3. The Exponential Edge
When you master the Collapse of Time, you unlock the value occurring in an exponential world.
- The "OODA Loop" on Steroids: The military concept of "Observe, Orient, Decide, Act" (OODA) determines who wins a dogfight. In 2026, the AI collapses the "Decide" and "Act" phases into a single microsecond. The winner isn't the one who plans best; it's the one who loops fastest.
- Iterative Velocity: As we discussed in Day 6 (Make Better Mistakes), the Collapse of Time allows you to fail 100 times in a day for the price of failing once a year. You don't guess the future; you brute-force your way to the right answer through thousands of instant simulations. Vibing everything!
4. The Immediate Pivot
Stop planning for the future. Start charging at it with the idea of instantaneity in mind!

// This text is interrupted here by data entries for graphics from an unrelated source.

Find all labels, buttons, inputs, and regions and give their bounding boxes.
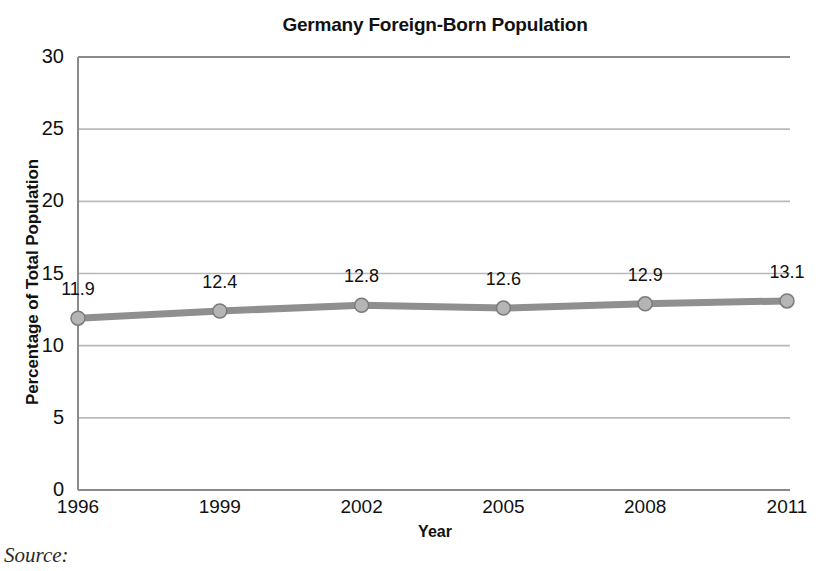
data-point-label: 11.9 — [38, 280, 118, 298]
data-point-label: 12.9 — [605, 266, 685, 284]
x-tick-label: 2002 — [302, 497, 422, 516]
data-point-marker — [780, 294, 794, 308]
data-point-marker — [355, 298, 369, 312]
x-tick-label: 2008 — [585, 497, 705, 516]
x-tick-label: 1996 — [18, 497, 138, 516]
source-note: Source: — [4, 543, 69, 568]
y-tick-label: 20 — [18, 190, 64, 210]
data-point-marker — [638, 297, 652, 311]
data-point-label: 13.1 — [747, 263, 826, 281]
y-tick-label: 5 — [18, 407, 64, 427]
data-point-label: 12.6 — [463, 270, 543, 288]
series-line — [78, 301, 787, 318]
x-tick-label: 2011 — [727, 497, 826, 516]
plot-area — [0, 0, 826, 571]
data-series-germany — [71, 294, 794, 325]
data-point-label: 12.8 — [322, 267, 402, 285]
chart-container: Germany Foreign-Born Population Percenta… — [0, 0, 826, 571]
x-axis-title-text: Year — [418, 523, 452, 541]
x-tick-label: 1999 — [160, 497, 280, 516]
y-tick-label: 30 — [18, 46, 64, 66]
data-point-label: 12.4 — [180, 273, 260, 291]
y-tick-label: 25 — [18, 118, 64, 138]
x-tick-label: 2005 — [443, 497, 563, 516]
data-point-marker — [213, 304, 227, 318]
y-tick-label: 10 — [18, 335, 64, 355]
x-axis-title: Year — [0, 523, 826, 541]
data-point-marker — [496, 301, 510, 315]
data-point-marker — [71, 311, 85, 325]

- The "One-Hour" Prototype: Challenge your team: "If we had to build a working version of this new product by the end of the day, how would we do it?" Force them to use AI, digital twins, and no-code tools to collapse the timeline.
- Kill the Roadmap: Take your 12-month product roadmap and ask: "Which of these milestones can be collapsed into a prompt?" If an AI can do it in seconds, it shouldn't be on a roadmap for Q3.
- The "Latency Audit": Identify the one process in your business where "waiting" is considered normal (e.g., waiting for legal review, waiting for code compilation, waiting for supply chain). Find the AI tool that eliminates that wait.
Think of it this way: the old rules of waiting and long-term planning are officially broken.
We are living in a world where the only thing standing between you and a breakthrough is your willingness to act! To imagine! To do! To move forward.
In this reality, you can no longer afford to pause, because the tools to build the future are already in your hands.
Stop staring at the calendar and start building your future today.
Get ready, because tomorrow we cross the finish line with Day 26.
Futurist Jim Carroll is done with writing books about the issue of speed, because it seems everybody is finally getting it.